LA FABRICACIÓN DEL
INTERIOR
Richard Neutra view list

Furniture in Richard Neutra’s Californian Architecture #Richard Neutra

RichardNeutra-LFDI-07

The Austrian-born architect Richard Neutra became the main representative of the International Style in California thanks to the Lovell Health House in 1929, while in the 40s he became one of the main exponents of the new Californian vernacular, thanks to the Kaufmann House in Palm Springs or the house he built for John Entenza’s Arts & Architecture Case Study Programme.

Due to his contact with Dr. Lovell, Neutra developed a theory called biorrealism, in which he integrated design and naturopathic medicine and applied concepts from biology to explain the therapeutic utility of harmonious environments.

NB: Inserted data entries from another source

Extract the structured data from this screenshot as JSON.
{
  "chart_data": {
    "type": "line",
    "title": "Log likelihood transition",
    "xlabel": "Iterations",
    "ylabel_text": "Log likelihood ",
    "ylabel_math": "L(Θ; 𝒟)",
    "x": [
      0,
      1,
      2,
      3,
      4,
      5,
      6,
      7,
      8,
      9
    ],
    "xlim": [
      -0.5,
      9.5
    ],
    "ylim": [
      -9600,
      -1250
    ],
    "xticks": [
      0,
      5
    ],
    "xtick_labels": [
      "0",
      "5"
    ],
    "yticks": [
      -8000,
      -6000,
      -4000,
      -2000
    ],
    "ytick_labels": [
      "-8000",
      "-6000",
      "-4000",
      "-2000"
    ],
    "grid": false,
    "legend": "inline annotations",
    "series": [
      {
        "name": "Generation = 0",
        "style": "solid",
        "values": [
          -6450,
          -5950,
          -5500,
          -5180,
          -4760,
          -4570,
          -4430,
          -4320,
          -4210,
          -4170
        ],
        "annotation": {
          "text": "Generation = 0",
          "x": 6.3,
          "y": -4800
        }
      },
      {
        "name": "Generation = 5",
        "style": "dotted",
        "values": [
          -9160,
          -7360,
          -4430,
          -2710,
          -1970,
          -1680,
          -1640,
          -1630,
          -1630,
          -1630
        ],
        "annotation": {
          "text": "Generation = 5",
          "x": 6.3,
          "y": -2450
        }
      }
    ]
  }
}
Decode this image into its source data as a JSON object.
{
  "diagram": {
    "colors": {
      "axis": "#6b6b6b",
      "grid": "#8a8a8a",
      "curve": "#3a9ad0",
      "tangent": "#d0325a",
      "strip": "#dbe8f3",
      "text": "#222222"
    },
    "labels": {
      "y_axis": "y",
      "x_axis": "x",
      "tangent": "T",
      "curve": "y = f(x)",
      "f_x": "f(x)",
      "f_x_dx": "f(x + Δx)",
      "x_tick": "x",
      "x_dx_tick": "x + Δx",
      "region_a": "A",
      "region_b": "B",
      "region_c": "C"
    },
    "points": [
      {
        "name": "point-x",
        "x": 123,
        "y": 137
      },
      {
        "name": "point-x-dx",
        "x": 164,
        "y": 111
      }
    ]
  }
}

This theory also meant the control of the space through design with the aim of generating pleasant sensations, something that necessarily implied the design of the suitable furniture.

Yes, in our furniture enjoyment there are not five senses involved but a million… the supreme physiological phenomenon of stereognosis, the scientific term for the combination of all sensorial experience in a single moment of our life. Richard Neutra, Funiture, unpublished essay.

For the Lovell Health House, with its prefabricated structural steelwork, cantilevers and strip windows, Neutra designed a cantilevered chair, an armchair and ottoman with bended metal tubular structure, following the line defined from Europe by the Bauhaus. He also designed the Alpha Chair, with its cubic wooden base, for the Lovell Health House’s reading nook.

Over time, Frank Lloyd Wright’s influence became more apparent and wood came to occupy a leading place in its architecture and in the furniture that he designed for it. Perhaps his most emblematic and characteristically Californian piece is the Boomerang Chair, designed in the early 1940s for Channel Heights, a housing estate for the shipping workers in San Pedro, California, although it would later appear in many of the promotional photographs of Neutra’s houses by Julius Schulman.